Variational Autoencoders
With Reparameterization Trick 0(1)
+ Decoder(P)
% &
Still Non Differentiable
Encoder(Q)
However gradient
can flow from here
!
Tutorial on Variational Autoencoders, Carl Doesrch.
Chetan Arora
Computer Vision and Graphics Lab, IIT Delhi
3
0 1 −!
Variational Autoencoders
1
= ;< Σ + %= % − > − log det(Σ 0(1)
2
+ Decoder(P)
% &
• k is the dimensionality
of the distribution
• Easy to backpropagate Encoder(Q)
when Σ is diagonal.
Possible otherwise also !
Tutorial on Variational Autoencoders, Carl Doesrch.
Chetan Arora
Computer Vision and Graphics Lab, IIT Delhi
,(!)
Vary !"
Decoder(P)
Vary !#
Kingma and Welling
Auto-Encoding Variational Bayes. ICLR 2014
Chetan Arora
Computer Vision and Graphics Lab, IIT Delhi
Conditional VAEs
• Mix of Pixel RNN and VAEs.
Karol Gregor, Ivo Danihelka, Alex Graves, Danilo Jimenez Rezende, Daan Wierstra
DRAW: A Recurrent Neural Network For Image Generation.

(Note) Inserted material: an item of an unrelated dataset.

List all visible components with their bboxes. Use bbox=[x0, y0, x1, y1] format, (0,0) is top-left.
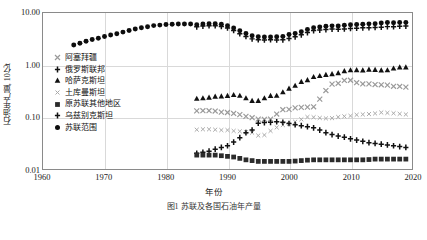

PMLR 2015.
Chetan Arora
Computer Vision and Graphics Lab, IIT Delhi
Variational Autoencoders
Active areas of research:
Variational Autoencoders
Summary:
Variational Autoencoders
Pros:
• Principled approach to generative models
• Allows inference of q(z|x), which can be a useful feature representation
for other tasks
Cons:
• Maximizes lower bound of likelihood: okay, but not as good evaluation as
PixelRNN/PixelCNN
• Samples blurrier and lower quality compared to state-of-the-art (GANs).